![]()
© 2013 Steve Campsall
| grammar and other analytical methods or 'frameworks' |
This page is aimed at you only if you're taking an A-level in English Language so if you aren't, you can skip it by clicking here!
On your course, you'll be needing to use several 'linguistic methods' to help you analyse texts in a methodical manner (being methodical in your analysis is an aspect of the mark scheme). These are often referred to as the analytical frameworks. As you will have guessed by now, a key framework is grammar but to remind you of them all, on this page, you'll find a summary of each one.
TOP-TIP! Many students ignore grammar when they analyse texts. This loses marks and irritates examiners because grammar is a fundamental aspect of all language use. So, if you want top grades:

ANALYTICAL
METHODS
Here are the analytical methods
or frameworks you'll need for your course.
You'll find a brief
explanation of each method below, along with a hyperlinked extended explanation if you need it.
Much better, if you haven't already, download the free guides to textual analysis, below!
![]()
Download your two free guides
to textual analysis
| GRAPHOLOGY | Concerns what the ye can see, so is the very first aspect of a text that the mind perceives. Thus it refers to the effects created by key aspects of form - specifically of appearance and layout. You'll be analysing such things as the effects of shape of the text, the writer's choices of language features such as paragraphing, headlines, images, layout, tables, bullets, sub-headings, font styles and so on. Graphology is too easily misunderstood and analysed badly. It can be a central aspect of the way a text is perceived and thus interpreted because we enter the world of texts from a very eary age and become culturally conditioned to respond to different genres in quite set ways. It is the graphological aspects of a text that define its genre. Think about your culturally conditioned responses to such texts as: the Times masthead and general layout; the use of a logo at the top of a letter; an envelope with the words "Inland Revenue" on (if you were a tax payer), and so on. |
| LEXIS | ...analysing and discussing important stylistic aspects relating to word choice. When our mind wants to communicate its thoughts, ideas and feelings, words are its first port of call. The choice of words will be determined to some degree by aspects of genre, context, audience and purpose. Language is a combination of word choice and grammar - thus lexis and grammar can never be ignored and, analysed and discussed effectively, can lead to high quality analyses. Aspects of word choices that might stand out are: the number of syllables in typical key words; "Latinate" formal choices; euphemistic choices; hyperbolic choices; low-frequency lexical choices, and so on. Much of this crosses with semantics - which see below. |
| GRAMMAR | ...analysing and discussing important aspects of a text's sentence construction, that is either the syntax or word order and morphology or word formation. |
| SEMANTICS | ...analysing and discussing key aspects of meaning. Meaning can be generated through denotation (the basic meaning of a word) or connotation (words used in ways that suggest layers of meaning beyond the denotation, such as 'ideologically loaded' words, e.g. the word "yobs" in this tabloid "Yobs Rule Inner Cities" or the words "hero" and "coward" in, "She married a hero, not the coward he was soon to become". |
| PRAGMATICS | ...analysing and discussing the way the semantic aspects of some language is generated by implication, e.g. When Marje says to Homer, "No more donuts, Homie" he infers she is referring indirectly to his waist size. |
| DISCOURSE | ...analysing and discussing a text within its full original cultural and social context. All effective textual analyses should be like this, so on your course, your aim is always to carry out a discourse analysis. |
| PHONOLOGY | ...analysing and discussing a text at the level of the effects created by the sound of its words. |
| DISCOURSE STRUCTURE | ...discussing aspects of how a text has been made to seem entirely fluent, coherent and unified. Think of the way a persuasive letter is linked by 'discourse markers' such as, "Subsequently...', 'As a result', 'In concluiuson', and so on, or the way a story moves seamlessly, yet seemingly naturally, from opening through to climax and resolution. |
TOP TIP! Never apply all methods to all texts. Work out which methods will be the most subtly revealing of key aspects concerning how the text has been created for a particular genre, context (both of production and reception), audience and purpose.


### Task requirements:
Identify and copy all lines of the material where the string "panel" is found.

### Data in this exercise:
================================
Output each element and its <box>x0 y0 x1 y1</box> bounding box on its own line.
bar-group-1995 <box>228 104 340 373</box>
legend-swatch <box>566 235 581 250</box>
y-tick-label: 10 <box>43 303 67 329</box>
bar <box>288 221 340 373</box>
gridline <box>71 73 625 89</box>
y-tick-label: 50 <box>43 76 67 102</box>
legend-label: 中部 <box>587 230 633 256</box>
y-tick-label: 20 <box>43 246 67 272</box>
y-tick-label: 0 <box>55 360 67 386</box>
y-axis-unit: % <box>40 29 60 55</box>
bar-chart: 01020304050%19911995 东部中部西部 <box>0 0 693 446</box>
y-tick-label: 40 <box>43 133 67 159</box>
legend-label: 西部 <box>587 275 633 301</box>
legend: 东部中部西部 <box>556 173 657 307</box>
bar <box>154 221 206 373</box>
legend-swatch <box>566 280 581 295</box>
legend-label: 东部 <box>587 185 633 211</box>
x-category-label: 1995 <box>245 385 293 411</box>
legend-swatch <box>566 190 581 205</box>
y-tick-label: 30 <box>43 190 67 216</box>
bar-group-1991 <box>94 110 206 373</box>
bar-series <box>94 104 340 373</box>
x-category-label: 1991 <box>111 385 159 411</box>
================================
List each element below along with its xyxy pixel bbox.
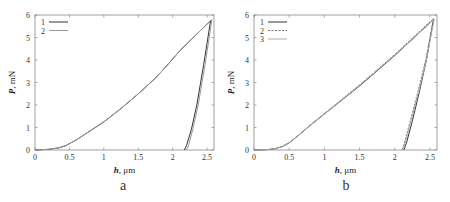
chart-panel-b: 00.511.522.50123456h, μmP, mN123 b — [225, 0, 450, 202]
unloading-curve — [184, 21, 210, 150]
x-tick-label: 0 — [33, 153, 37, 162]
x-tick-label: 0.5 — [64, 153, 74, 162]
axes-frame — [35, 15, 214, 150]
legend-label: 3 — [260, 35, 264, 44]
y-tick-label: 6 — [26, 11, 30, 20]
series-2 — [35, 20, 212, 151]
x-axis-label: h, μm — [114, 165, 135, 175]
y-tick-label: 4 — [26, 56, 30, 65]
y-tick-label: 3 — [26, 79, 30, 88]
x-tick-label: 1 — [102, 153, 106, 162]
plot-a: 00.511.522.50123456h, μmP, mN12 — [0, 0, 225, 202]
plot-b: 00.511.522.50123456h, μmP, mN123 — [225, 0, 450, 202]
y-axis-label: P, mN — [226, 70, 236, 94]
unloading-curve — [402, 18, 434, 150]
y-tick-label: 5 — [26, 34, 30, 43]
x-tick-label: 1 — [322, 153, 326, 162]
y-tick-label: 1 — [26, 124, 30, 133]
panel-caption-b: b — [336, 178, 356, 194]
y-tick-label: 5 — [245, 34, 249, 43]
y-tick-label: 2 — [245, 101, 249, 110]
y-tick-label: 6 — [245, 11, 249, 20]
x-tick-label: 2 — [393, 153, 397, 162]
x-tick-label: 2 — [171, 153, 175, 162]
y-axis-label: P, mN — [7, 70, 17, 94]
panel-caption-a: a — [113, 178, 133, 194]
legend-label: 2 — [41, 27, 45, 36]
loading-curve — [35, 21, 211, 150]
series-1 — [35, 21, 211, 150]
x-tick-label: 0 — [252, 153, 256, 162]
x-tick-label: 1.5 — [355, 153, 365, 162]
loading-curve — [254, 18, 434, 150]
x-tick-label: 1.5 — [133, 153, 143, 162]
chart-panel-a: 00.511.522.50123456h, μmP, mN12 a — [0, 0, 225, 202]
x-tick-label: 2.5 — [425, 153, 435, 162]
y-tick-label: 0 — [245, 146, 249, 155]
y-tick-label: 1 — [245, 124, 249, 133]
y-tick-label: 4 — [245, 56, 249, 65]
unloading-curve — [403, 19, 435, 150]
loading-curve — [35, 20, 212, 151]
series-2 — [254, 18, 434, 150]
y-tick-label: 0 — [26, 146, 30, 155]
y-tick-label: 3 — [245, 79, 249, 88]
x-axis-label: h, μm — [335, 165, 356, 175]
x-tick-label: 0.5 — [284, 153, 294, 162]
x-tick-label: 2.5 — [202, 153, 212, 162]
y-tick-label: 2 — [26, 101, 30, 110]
================================
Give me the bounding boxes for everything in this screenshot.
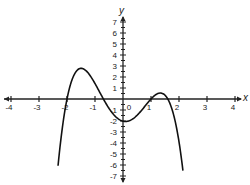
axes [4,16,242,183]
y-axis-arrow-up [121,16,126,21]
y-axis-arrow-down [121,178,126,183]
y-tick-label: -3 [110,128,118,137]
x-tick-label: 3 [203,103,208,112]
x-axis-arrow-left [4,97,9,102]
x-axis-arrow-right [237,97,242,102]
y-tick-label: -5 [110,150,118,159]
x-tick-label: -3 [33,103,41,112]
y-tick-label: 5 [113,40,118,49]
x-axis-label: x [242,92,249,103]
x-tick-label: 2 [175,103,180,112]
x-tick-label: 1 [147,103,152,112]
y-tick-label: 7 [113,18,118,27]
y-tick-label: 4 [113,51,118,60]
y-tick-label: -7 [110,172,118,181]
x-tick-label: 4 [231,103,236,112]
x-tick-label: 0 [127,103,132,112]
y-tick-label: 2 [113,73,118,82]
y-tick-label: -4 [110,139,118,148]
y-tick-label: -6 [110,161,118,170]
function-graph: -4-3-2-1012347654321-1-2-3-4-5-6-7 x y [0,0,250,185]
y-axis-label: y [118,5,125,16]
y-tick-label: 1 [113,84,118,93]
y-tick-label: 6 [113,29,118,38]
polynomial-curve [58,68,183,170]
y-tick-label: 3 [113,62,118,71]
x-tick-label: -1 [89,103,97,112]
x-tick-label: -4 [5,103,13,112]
================================
### Written solution:
chart-panel-b: 00.511.522.50123456h, μmP, mN123 b — [225, 0, 450, 202]
panel-caption-b: b — [336, 178, 356, 194]
panel-caption-a: a — [113, 178, 133, 194]
chart-panel-a: 00.511.522.50123456h, μmP, mN12 a — [0, 0, 225, 202]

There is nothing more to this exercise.